@JLNobody,
JLNobody wrote:
Regarding your principles:
I do not feel comfortable with philosophical SYSTEMS, since each part is so "logically/artificially dependent on all others--one fails and the entire pizza goes. I simply prefer ad hoc insights, or "glimpses" of reality. Contradiction is no problem since each intuitive insight stands by itself at particular moments.
Firstly, I do not care about what you "feel" about philosophical systems; I care about what you "know" about them.
Secondly, I sense that you really don't want to get your feet wet when it comes to systematizing. You argue, and correctly, that systems are apt to disintegration if, and when, an axiom, definition, or assumption is false or rejected. This is always true for deductive systems, but not always the case for dynamic systems. Depdends on the part in which that piece plays within the overall context of the system.
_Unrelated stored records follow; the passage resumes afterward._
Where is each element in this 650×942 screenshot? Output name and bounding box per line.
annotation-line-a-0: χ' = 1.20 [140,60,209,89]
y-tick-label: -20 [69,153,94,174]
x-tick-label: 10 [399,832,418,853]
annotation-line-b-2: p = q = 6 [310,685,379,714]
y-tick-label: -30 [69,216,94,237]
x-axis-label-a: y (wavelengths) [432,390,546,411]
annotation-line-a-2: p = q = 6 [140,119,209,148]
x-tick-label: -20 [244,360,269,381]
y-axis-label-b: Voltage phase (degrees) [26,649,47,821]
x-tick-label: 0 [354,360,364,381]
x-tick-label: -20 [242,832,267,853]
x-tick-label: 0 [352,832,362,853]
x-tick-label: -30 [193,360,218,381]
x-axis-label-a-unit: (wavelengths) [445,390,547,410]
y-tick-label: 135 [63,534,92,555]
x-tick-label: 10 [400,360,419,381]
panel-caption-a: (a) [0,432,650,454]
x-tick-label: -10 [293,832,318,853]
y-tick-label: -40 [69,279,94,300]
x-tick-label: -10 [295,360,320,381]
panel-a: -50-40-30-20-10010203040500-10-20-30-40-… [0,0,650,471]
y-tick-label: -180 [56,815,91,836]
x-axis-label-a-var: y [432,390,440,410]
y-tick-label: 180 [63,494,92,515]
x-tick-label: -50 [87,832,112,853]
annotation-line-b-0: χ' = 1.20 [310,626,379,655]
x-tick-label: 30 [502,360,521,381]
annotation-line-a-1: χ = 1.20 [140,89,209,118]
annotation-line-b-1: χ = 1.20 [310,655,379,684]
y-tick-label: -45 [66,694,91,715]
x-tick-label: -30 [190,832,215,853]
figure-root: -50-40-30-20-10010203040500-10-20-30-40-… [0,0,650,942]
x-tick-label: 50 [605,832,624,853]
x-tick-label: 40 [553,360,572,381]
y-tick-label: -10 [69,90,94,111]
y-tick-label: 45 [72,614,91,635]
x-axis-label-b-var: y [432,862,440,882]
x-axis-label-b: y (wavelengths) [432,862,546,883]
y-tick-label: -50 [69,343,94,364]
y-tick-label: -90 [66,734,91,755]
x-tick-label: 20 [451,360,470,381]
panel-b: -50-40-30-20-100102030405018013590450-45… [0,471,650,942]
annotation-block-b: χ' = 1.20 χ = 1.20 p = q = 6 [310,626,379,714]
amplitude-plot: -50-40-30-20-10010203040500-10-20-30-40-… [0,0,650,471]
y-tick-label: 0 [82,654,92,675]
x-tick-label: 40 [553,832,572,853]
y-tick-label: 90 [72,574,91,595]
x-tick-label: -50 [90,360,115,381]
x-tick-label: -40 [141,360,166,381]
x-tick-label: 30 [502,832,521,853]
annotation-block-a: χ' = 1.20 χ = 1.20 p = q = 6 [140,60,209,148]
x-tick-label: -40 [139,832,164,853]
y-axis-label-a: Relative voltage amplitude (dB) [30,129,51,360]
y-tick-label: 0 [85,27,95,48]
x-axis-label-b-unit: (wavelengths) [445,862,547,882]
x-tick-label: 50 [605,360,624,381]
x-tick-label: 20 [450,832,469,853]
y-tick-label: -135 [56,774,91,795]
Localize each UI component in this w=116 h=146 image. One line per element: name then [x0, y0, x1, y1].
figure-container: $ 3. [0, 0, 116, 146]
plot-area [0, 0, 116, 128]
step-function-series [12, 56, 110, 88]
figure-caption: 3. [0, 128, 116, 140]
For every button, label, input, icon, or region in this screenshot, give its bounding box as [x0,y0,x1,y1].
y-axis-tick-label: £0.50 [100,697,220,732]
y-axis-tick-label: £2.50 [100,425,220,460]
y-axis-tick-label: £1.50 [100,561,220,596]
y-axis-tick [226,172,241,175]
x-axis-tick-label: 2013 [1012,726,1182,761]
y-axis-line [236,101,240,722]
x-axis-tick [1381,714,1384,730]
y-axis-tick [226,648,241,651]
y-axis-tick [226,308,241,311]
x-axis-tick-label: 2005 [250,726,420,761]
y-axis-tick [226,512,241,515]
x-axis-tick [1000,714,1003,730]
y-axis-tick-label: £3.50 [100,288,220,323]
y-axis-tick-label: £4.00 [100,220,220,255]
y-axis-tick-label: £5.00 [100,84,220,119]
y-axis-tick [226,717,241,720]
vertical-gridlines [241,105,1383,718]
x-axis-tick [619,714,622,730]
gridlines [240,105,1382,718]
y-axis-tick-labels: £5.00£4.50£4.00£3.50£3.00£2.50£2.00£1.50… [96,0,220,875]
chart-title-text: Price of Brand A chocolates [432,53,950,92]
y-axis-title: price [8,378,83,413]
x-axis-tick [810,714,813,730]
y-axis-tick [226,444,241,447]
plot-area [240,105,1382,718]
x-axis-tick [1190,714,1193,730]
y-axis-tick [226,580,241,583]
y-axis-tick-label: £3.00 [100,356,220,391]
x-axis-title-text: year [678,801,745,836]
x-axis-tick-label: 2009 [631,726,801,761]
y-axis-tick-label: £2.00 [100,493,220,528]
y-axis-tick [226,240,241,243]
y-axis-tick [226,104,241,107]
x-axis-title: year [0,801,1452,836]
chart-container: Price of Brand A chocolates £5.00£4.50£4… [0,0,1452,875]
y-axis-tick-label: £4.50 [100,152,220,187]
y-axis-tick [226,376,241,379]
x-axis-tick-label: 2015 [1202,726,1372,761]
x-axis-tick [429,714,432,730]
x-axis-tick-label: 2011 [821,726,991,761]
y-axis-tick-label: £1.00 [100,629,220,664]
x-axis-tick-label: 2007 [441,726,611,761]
Now, I can sympathize with your aversion towards systematizing; but on the other hand I don't. Why? Because humans have to commit themselves to a certain set of beliefs and knowledge claims. We can't be constantly open to mere possibilities. In other words, we oftentimes need to stick our necks out.
And this whole "glimpse" of reality talk is nonsense. A human doing that wouldn't get very far. Even if "glimpses" of reality are relative to a place and time, they are not separate from the indivdual experiencing it, and we know that an indvidual always has a web of beliefs and knowledge claims that they are committed to. So, even if an isolated "glimpse" is non-contradictory, it doesn't matter. Why? Because contradictions arise when something is taken in conjunction with something else. That's what a contradiction is (~A&A). If this is the case, which it is, then you're mistaken about contradictions, and hence about "glimpses" of reality.
JLNobody wrote:
At the same time I do sense that Reality is unitary, the principle of holism--all is interdependent (a contradiction?). This pertains more to your notion of items in a dynamic FIELD than than it does to parts of a static SYSTEM.
I accept the principle of Revision in the sense that all ideas and "truths" are provisional--i.e., subject to change--because of the acquisition of new information and because the world is a field of changing processes.
I agree that (by definition) "systems" do not tolerate contradictions--that's their fundamental limitation--but Reality is the process of often contradicting processes.
Philosophy may be, as you say, more than therapeudic but it is at least that (same for art)
If you're a correlationist (being is inseparable from thought, thought is inseparable from being), then the last remark about reality is nonsense. Reality is the process of often contradicting what we think about those processes. Here we have a correlation between our experiences, systems, and reality, which are correlated.
Can you make an argument supporting the claim that philosophy is "at least" therapeudic?